## WHAT THE TASK ASKS
Print each of the records below, leaving every word as it is.
START DATA FOR ANALYSIS
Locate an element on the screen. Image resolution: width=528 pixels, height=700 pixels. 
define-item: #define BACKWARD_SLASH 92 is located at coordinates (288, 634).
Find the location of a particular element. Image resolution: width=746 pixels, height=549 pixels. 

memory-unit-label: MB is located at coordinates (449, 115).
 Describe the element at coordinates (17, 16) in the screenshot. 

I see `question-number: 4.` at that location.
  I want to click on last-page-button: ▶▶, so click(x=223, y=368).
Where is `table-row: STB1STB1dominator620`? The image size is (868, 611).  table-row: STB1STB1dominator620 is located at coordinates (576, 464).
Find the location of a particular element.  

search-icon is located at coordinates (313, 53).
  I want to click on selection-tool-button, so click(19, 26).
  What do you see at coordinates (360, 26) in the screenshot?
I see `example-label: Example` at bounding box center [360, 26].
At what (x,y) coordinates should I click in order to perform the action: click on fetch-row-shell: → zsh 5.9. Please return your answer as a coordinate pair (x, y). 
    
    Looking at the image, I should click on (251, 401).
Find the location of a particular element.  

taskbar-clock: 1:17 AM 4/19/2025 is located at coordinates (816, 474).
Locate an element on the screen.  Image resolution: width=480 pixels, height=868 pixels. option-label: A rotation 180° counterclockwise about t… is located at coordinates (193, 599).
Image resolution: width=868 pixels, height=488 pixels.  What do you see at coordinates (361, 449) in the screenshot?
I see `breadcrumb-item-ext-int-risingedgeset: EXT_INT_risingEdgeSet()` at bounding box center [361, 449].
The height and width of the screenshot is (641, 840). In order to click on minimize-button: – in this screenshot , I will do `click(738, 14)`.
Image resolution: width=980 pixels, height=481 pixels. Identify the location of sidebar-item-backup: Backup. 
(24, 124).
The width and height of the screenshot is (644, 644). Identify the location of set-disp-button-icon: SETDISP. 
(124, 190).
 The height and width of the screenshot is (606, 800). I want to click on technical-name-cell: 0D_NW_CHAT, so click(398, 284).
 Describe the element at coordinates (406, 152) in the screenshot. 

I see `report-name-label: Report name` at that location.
END DATA FOR ANALYSIS
## WRITTEN RESPONSE
Locate an element on the screen. Image resolution: width=528 pixels, height=700 pixels. 
define-item: #define BACKWARD_SLASH 92 is located at coordinates (288, 634).
Find the location of a particular element. Image resolution: width=746 pixels, height=549 pixels. 

memory-unit-label: MB is located at coordinates (449, 115).
 Describe the element at coordinates (17, 16) in the screenshot. 

I see `question-number: 4.` at that location.
  I want to click on last-page-button: ▶▶, so click(x=223, y=368).
Where is `table-row: STB1STB1dominator620`? The image size is (868, 611).  table-row: STB1STB1dominator620 is located at coordinates (576, 464).
Find the location of a particular element.  

search-icon is located at coordinates (313, 53).
  I want to click on selection-tool-button, so click(19, 26).
  What do you see at coordinates (360, 26) in the screenshot?
I see `example-label: Example` at bounding box center [360, 26].
At what (x,y) coordinates should I click in order to perform the action: click on fetch-row-shell: → zsh 5.9. Please return your answer as a coordinate pair (x, y). 
    
    Looking at the image, I should click on (251, 401).
Find the location of a particular element.  

taskbar-clock: 1:17 AM 4/19/2025 is located at coordinates (816, 474).
Locate an element on the screen.  Image resolution: width=480 pixels, height=868 pixels. option-label: A rotation 180° counterclockwise about t… is located at coordinates (193, 599).
Image resolution: width=868 pixels, height=488 pixels.  What do you see at coordinates (361, 449) in the screenshot?
I see `breadcrumb-item-ext-int-risingedgeset: EXT_INT_risingEdgeSet()` at bounding box center [361, 449].
The height and width of the screenshot is (641, 840). In order to click on minimize-button: – in this screenshot , I will do `click(738, 14)`.
Image resolution: width=980 pixels, height=481 pixels. Identify the location of sidebar-item-backup: Backup. 
(24, 124).
The width and height of the screenshot is (644, 644). Identify the location of set-disp-button-icon: SETDISP. 
(124, 190).
 The height and width of the screenshot is (606, 800). I want to click on technical-name-cell: 0D_NW_CHAT, so click(398, 284).
 Describe the element at coordinates (406, 152) in the screenshot. 

I see `report-name-label: Report name` at that location.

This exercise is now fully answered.